C++ / Nvidia Jetson / TensorRT / Arduino

Hardware Implementation

3D Rendering
Fig 1. Initial 3D CAD design for the actuation assembly, targeting the dimensions of a standard Tornado table.
Lab Setup
Fig 2. The constructed system in the Duke CPSL. The frame supports the NEMA-17 stepper motors and belt drives required for lateral and rotational control.

The hardware architecture splits high-level perception and low-level motor actuation. An Nvidia Jetson AGX Orin handles vision processing via a Logitech BRIO camera stream cropped to the playfield. We convert frames to the HSV color space and apply color range thresholding to isolate the blue ball and yellow end-of-rod markers. A centroid calculation on the largest contour provides the ball's position. We calculate velocity by averaging the delta over a sliding window of recent frames and project the linear trajectory to find the intersection coordinate with each rod's x-plane, transmitting move and rotate commands to the Arduino to actuate the stepper motors for lateral and rotational (kick) movement.

Vision Pipeline
Fig 3. The dual-path perception pipeline. The ball tracking runs via traditional CV (HSV Thresholding) for low latency, while rod rotation is inferred via a quantized neural network.

State Estimation & Control

For rotational control, we trained four EfficientNet-B1 regression models using a custom dataset collected by automating the motors to sweep through all angular and lateral states. We optimized these models using Post-Training Static Quantization to INT8 and exported them to TensorRT engines. The inference runs in parallel CUDA streams to maintain 30fps throughput.
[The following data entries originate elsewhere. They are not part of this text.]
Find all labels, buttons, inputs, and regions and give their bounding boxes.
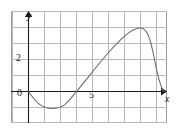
horizontal-gridlines bbox=[11, 12, 167, 123]
coordinate-plot-svg bbox=[11, 11, 167, 123]
plot-area bbox=[11, 11, 167, 123]
y-tick-label-2: 2 bbox=[16, 53, 21, 63]
plot-border bbox=[12, 12, 167, 123]
graph-screenshot: y x 2 0 5 bbox=[0, 0, 178, 132]
y-axis-label: y bbox=[27, 11, 31, 21]
x-axis-label: x bbox=[165, 94, 169, 104]
x-tick-label-5: 5 bbox=[89, 90, 94, 100]
origin-tick-label-0: 0 bbox=[17, 88, 22, 98]
function-curve bbox=[29, 28, 164, 109]
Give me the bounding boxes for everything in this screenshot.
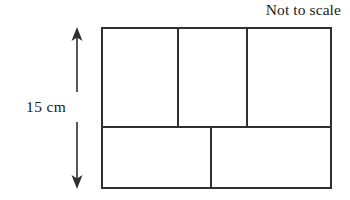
- figure-page: Not to scale 15 cm: [0, 0, 350, 200]
- outer-rectangle: [102, 28, 331, 188]
- not-to-scale-note: Not to scale: [266, 2, 341, 18]
- dimension-arrow-down: [72, 122, 83, 189]
- height-dimension-label: 15 cm: [26, 99, 66, 115]
- dimension-arrow-up: [72, 27, 83, 92]
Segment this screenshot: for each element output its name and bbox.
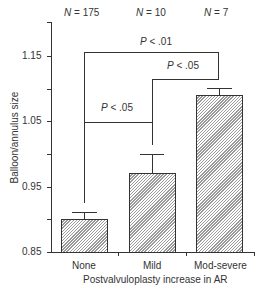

An Arduino Mega receives target step positions via serial. To solve stepper drift, the vision system periodically compares the y-position of the yellow tape markers against the expected motor step count. If the error exceeds a pixel threshold, the Jetson sends a RESETPOS command to the Arduino to overwrite its internal step counter, effectively closing the loop without hardware encoders.

Camera Stream Debug
Fig 4. Live debug feed of the perception engine. The green circle isolates the ball via color filtering. Red dots track the yellow tape markers, which serve as the anchor to infer the blue player positions. The overlays display the regression model's output for rotational state (0-200 steps). Here, the strikers register ~110 steps (indicative of being inverted) while other rods hold near 0 or 200 (upright).